Key terms used in ESPR, the DPP framework, and this Atlas. Definitions reflect their meaning in the EU regulatory context.
Primary regulatory documents, official Commission resources, and notable third-party sources. Links open in a new tab. Inclusion of a third-party source is for informational purposes and does not constitute an endorsement.
The following organizations publish substantive guidance on ESPR and DPP compliance. They are included because their work is cited in this Atlas's source research or because they are widely referenced by practitioners. Many are service providers or consultancies; their inclusion here acknowledges their contributions to the field, not a referral or recommendation.
Updated monthly. Each entry is dated and labeled. Newly adopted law and category changes are listed first.
ESPR Atlas is an independent intelligence hub tracking the EU Ecodesign for Sustainable Products Regulation and Digital Product Passport framework. It is designed for manufacturers, importers, brands, and supply chain teams navigating a regulation that is still being written.
ESPR establishes mandatory sustainability performance requirements for product categories sold in the EU, replacing the original Ecodesign Directive. The Digital Product Passport is the data layer: a machine-readable record that will accompany regulated products through their lifecycle. Both are enforced through delegated acts adopted category by category over several years.
This Atlas tracks: the foundational regulation and its key obligations; sector-specific delegated act status for the nine initial product categories; the DPP registry timeline; and legislative signals from EU institutions and the Omnibus simplification process.

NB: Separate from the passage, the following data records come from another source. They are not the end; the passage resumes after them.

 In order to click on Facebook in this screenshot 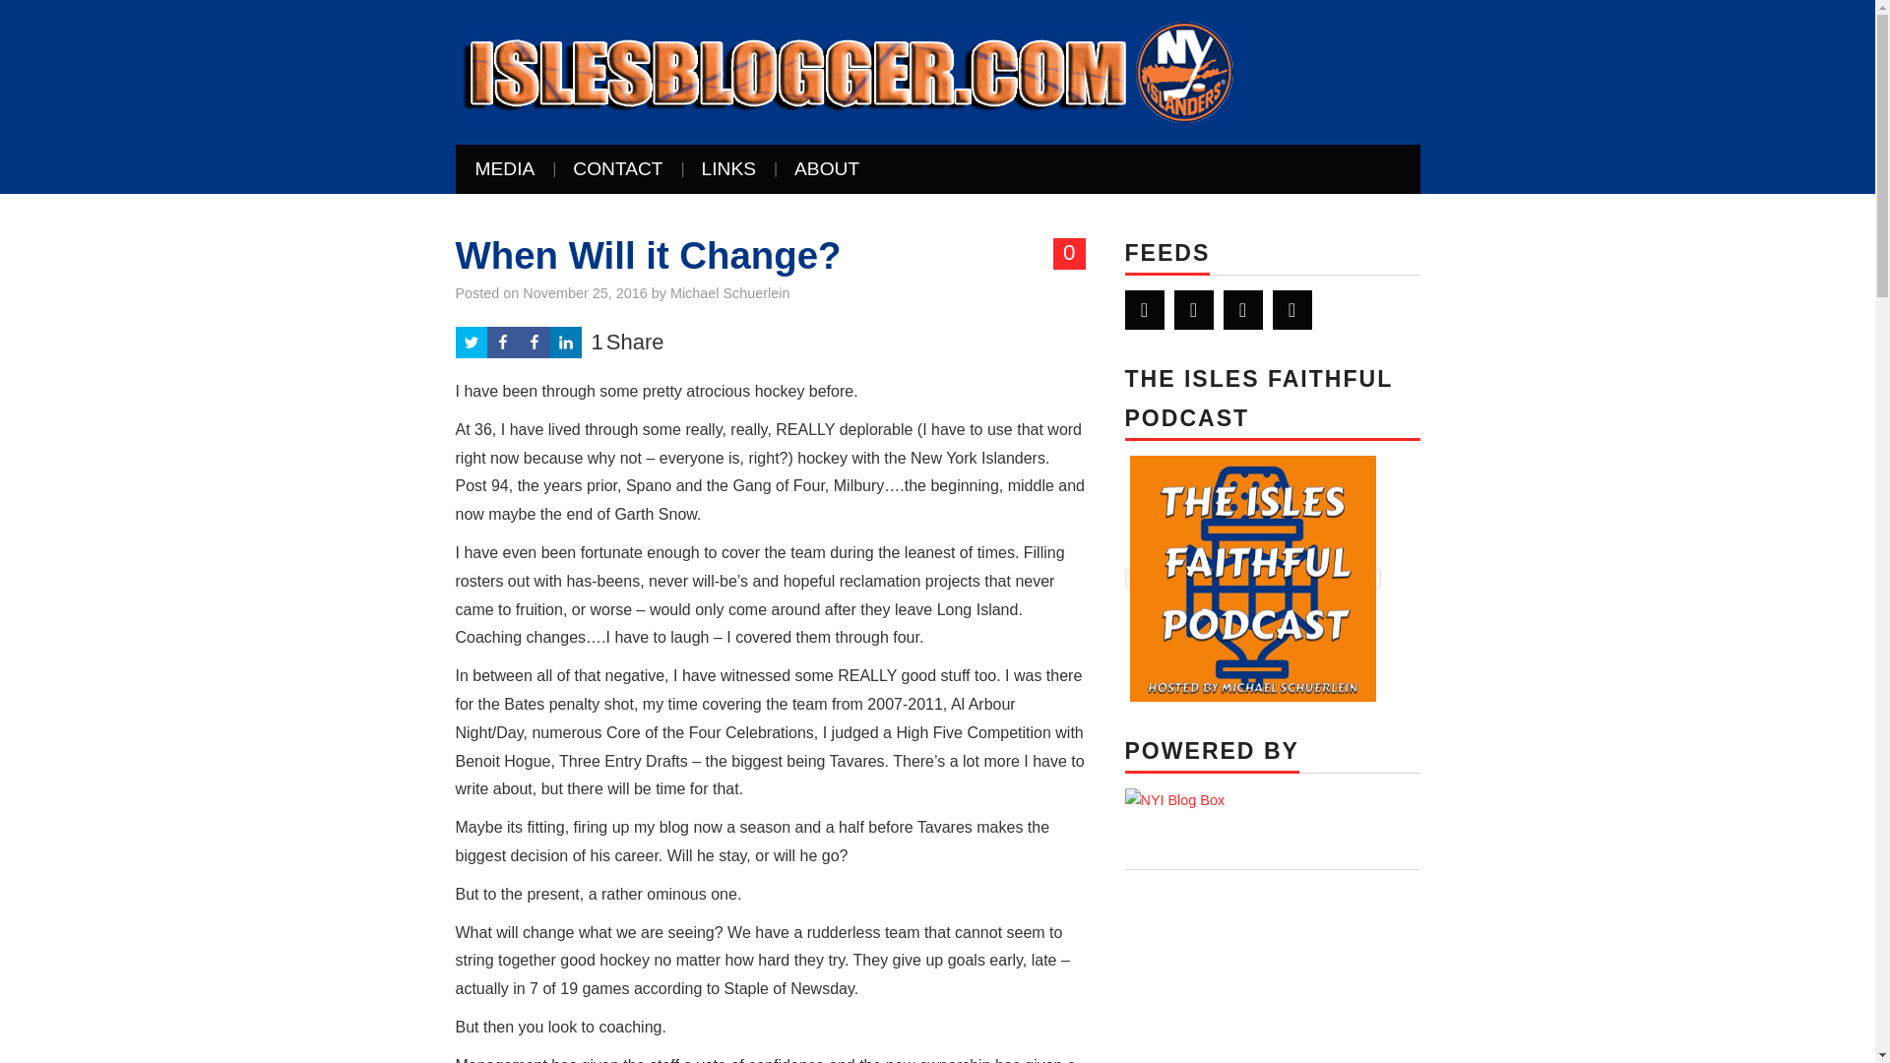, I will do `click(1193, 309)`.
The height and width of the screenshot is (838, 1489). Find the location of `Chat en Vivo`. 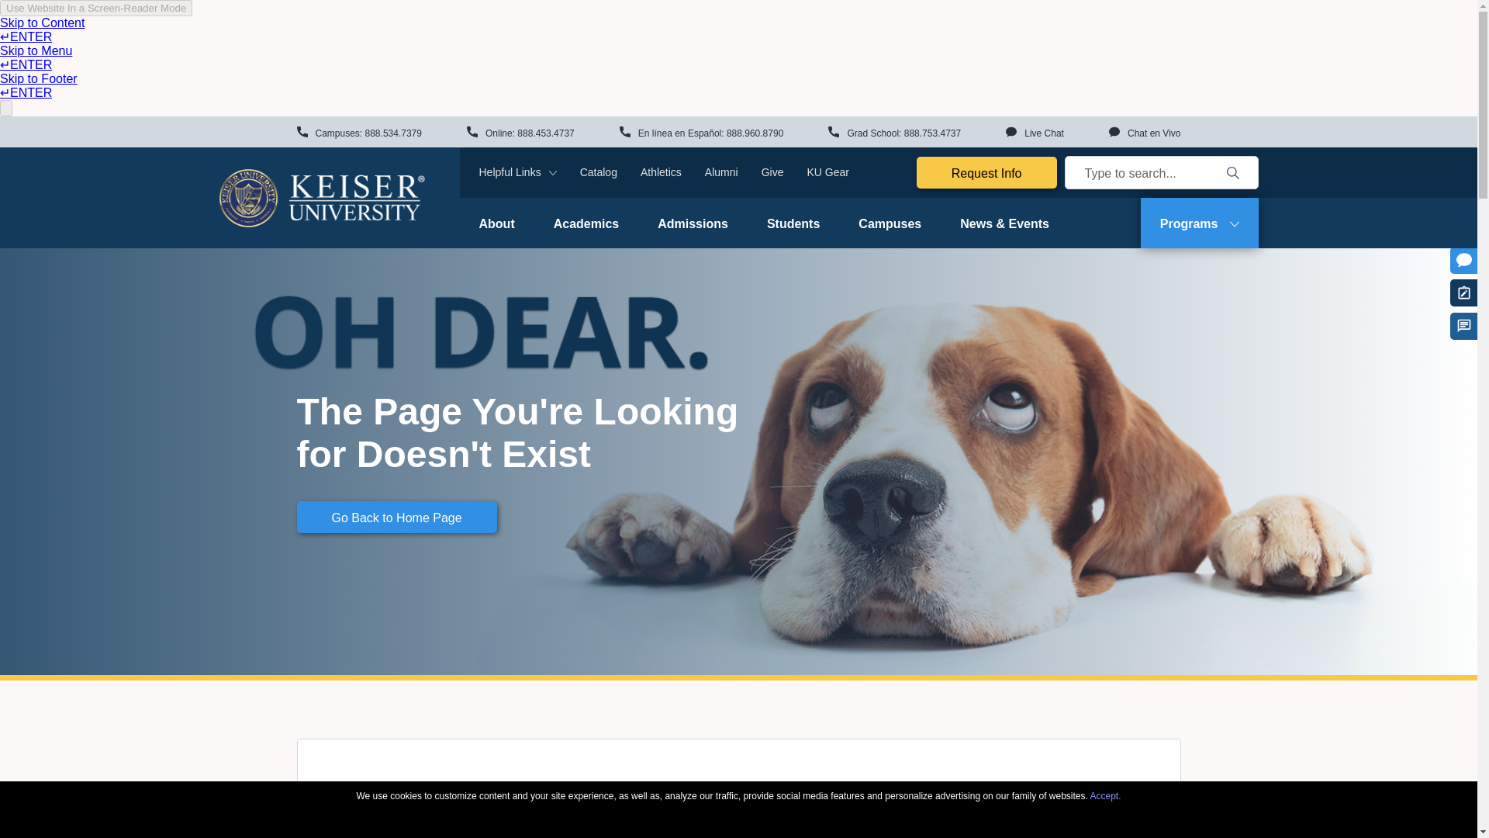

Chat en Vivo is located at coordinates (1145, 133).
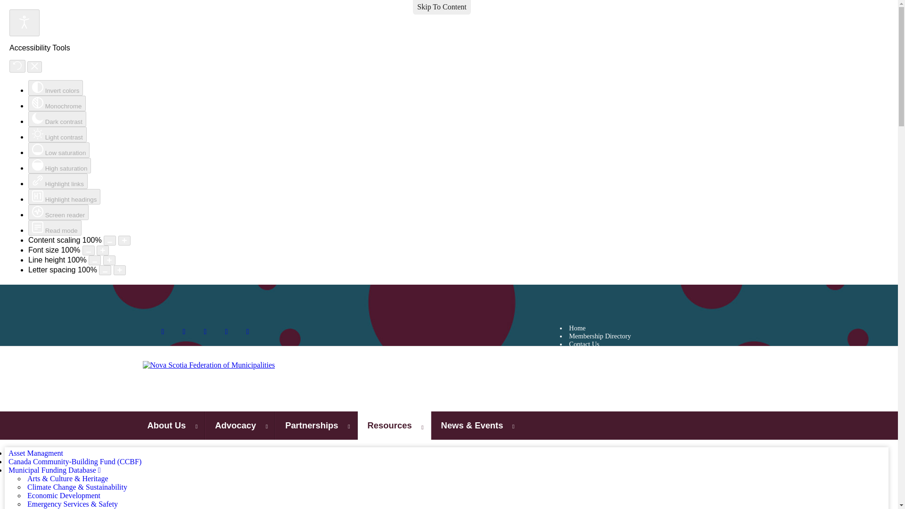  What do you see at coordinates (103, 250) in the screenshot?
I see `Increase font size` at bounding box center [103, 250].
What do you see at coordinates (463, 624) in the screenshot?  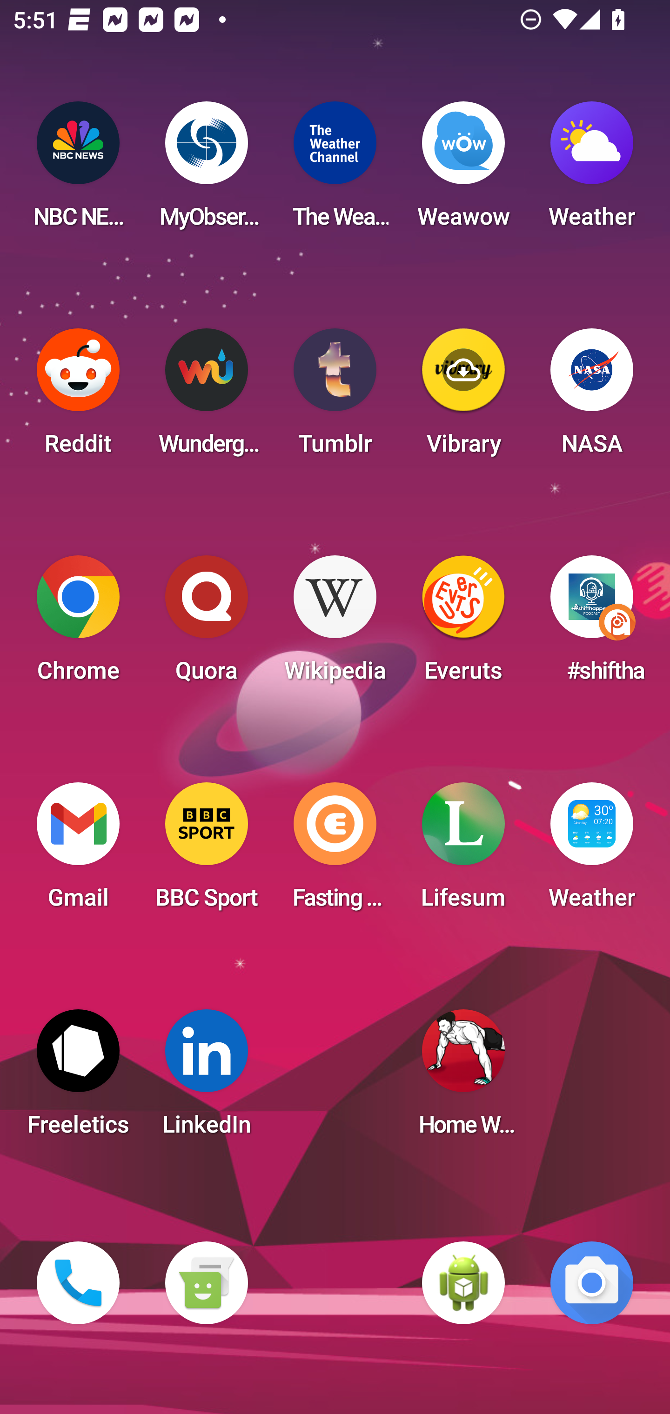 I see `Everuts` at bounding box center [463, 624].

The Resources tab lists the primary regulatory texts and organizations whose work informs this Atlas.
This Atlas does not constitute legal, regulatory, or compliance advice. Verify all obligations and deadlines against the cited primary sources and with qualified legal counsel before acting.
This Atlas is maintained by Dave Hartter, Sustainability Advisor. It is reviewed on a rolling basis: political and policy developments are checked most frequently; category-specific delegated act progress is reviewed quarterly; and the foundational regulatory framework is re-verified semi-annually against primary sources. All updates are reviewed before publishing.
If you spot an error, an outdated claim, or a missing sector, use the button. Corrections improve the Atlas for everyone.